The FCA-regulated e-money institution MoneyNetInt had its best time during the binary options hype. Most of the binary options scheme providers were Israelis, and, as it turns out, almost all of them were scam schemes. Many of them were clients of MoneyNetInt, such as IC Option, TitanTrade, or the schemes of Uwe Lenhoff and Gal Barak. As of 2017, binary options were banned in most regulatory regimes. Since then, MoneyNetInt's business might not be doing so well either, as their latest figures suggest. Here is an update.
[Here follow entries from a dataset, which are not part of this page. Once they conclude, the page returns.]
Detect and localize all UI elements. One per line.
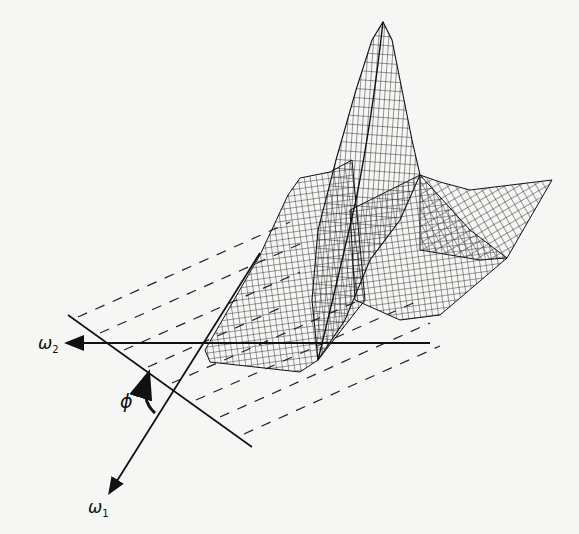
omega2-symbol: ω bbox=[38, 333, 52, 353]
omega2-label: ω2 bbox=[38, 333, 59, 355]
omega2-subscript: 2 bbox=[52, 344, 58, 355]
wireframe-surface bbox=[205, 22, 552, 372]
angle-phi-label: ϕ bbox=[120, 390, 133, 412]
omega1-label: ω1 bbox=[88, 497, 109, 519]
diagram-canvas bbox=[0, 0, 579, 534]
omega1-symbol: ω bbox=[88, 497, 102, 517]
omega1-subscript: 1 bbox=[102, 508, 108, 519]
angle-arc bbox=[145, 375, 155, 413]
omega1-axis bbox=[110, 253, 260, 492]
In June 2021, the Lithuanian-Israeli e-Money Institution GlobalNetInt (GNI), related to the FCA-regulated MoneyNetint Group, was penalized by the Bank of Lithuania for its violations of anti-money laundering and terrorist activities financing rules. GNI has to pay €350,000 because it did not properly assess the risk posed by customers and did not always ensure that customer identification remotely complied with legal requirements. GNI has been a notorious scam facilitator and is now doing business as payswix.
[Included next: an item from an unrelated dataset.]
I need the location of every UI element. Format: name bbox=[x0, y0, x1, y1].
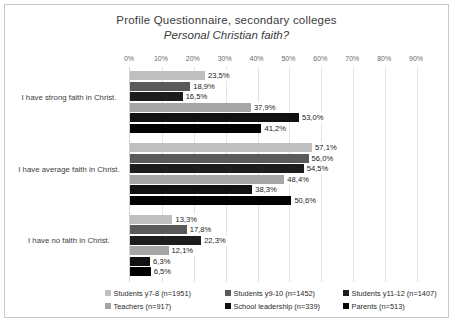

A penalty is usually not an occasion for gratitude. That would also make the purpose of a punishment absurd. Usually, one is grateful for a received punishment only if one is aware that one has gotten away well with this punishment and should actually have been punished much worse. A driver who is speeding while massively impaired by alcohol or other drugs certainly grateful is grateful if he is punished by the police only for speeding and not for the offense of driving under the influence (DUI). Similarly, GlobalNetInt (GNI) shows itself grateful for the penalization by the Bank of Lithuania.